We don’t know yet how many people injected bleach.

Ruis notes that Trump got the best medical treatment when he had COVID. It did not include bleach or hydroxychloroquine.

Peter Greene writes about the latest nonsense proposed by legislators in Iowa. These proposals are a solution in search of a problem. Students, teachers, and schools have genuine needs, like decaying buildings, underpaid teachers, and overcrowded classrooms. None will be solved by hiring unlicensed chaplains or singing the National Anthem.

He writes:

Some Iowa legislators want to offer public school students both chaplains and a daily dose of the “Star Spangled Banner.”

Chaplains

House Bill 2073 authorizes school districts to hire school chaplains while stipulating that the district shall not require the chaplain “to have a license, endorsement, certification, authorization or statement of recognition issued by the board of educational examiners.”

Supporters argue that it would provide additional mental health supports for students, or provide a religious support for students who were not able to attend a private religious school. Opponents argue it’s a violation of church-state separation, and a misapplication of the idea of a chaplain.

A similar bill passed in Texas last year, and over 100 Texas chaplains urged school districts not to take advantage of it. The chaplains pointed out that professional chaplains have “specific education and expertise,” including, typically a graduate theological degree and support from an organization connected to their religious tradition. Professional chaplains may also acquire two years of religious leadership experience.

Besides the problems that come with letting just anyone declare themselves a chaplain, the Texas chaplains also saw problems with placing a chaplain in a school setting:

Because of our training and experience, we know that chaplains are not a replacement for school counselors or safety measures in our public schools, and we urge you to reject this flawed policy option: It is harmful to our public schools and the students and families they serve.

Iowans should be able to predict exactly what comes next, considering the noisy controversy over the December display at the capital by the Satanic Temple as a display of what happens when you open the door to religious expression by the government.

Sure enough. The Satanic Temple has expressed its excitement for the “opportunities [the bill] presents for the Satanic Temple to support services and programs to school children in our state.” While one of the bill’s authors seems to have suggested that she had Christian ministers in mind, the bill as written would allow for any religion to be represented, and by any person who feels like representing it.

The National Anthem

House Bill 587 is simple enough. To promote patriotism, the bill adds this paragraph to the subject areas to be taught in grades 1 through 12:

The social studies curriculum shall include instruction related to the words and music of the national anthem, the meaning and history of the national anthem, the object and principles of the government of the United States, the sacrifices made by the founders of the United States, the important contributions made by all who have served in the armed forces of the United States since the founding, and how to love, honor, and respect the national anthem.

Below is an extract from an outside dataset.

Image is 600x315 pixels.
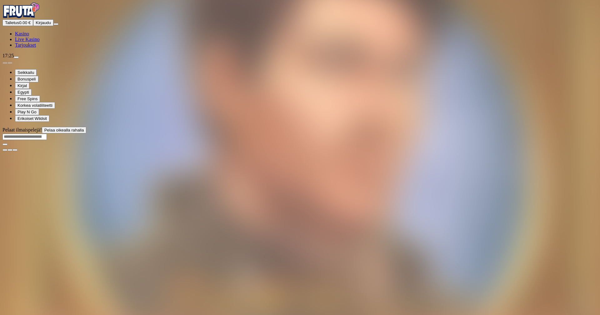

To make this happen, schools are instructed to have all classroom teachers lead students in at least one verse of the anthem every day. On specially designated “patriotic occasions,” they are required to sing all four verses. The local board may also require all four verses before certain school activities.

Students or teachers “shall not compelled” to sing over their objections, but all are required “to show full respect to the national anthem” by standing at attention, if physically able, “and maintaining a respectful silence.”

Private schools, even those accepting taxpayer-funded vouchers, are exempt from the proposed law.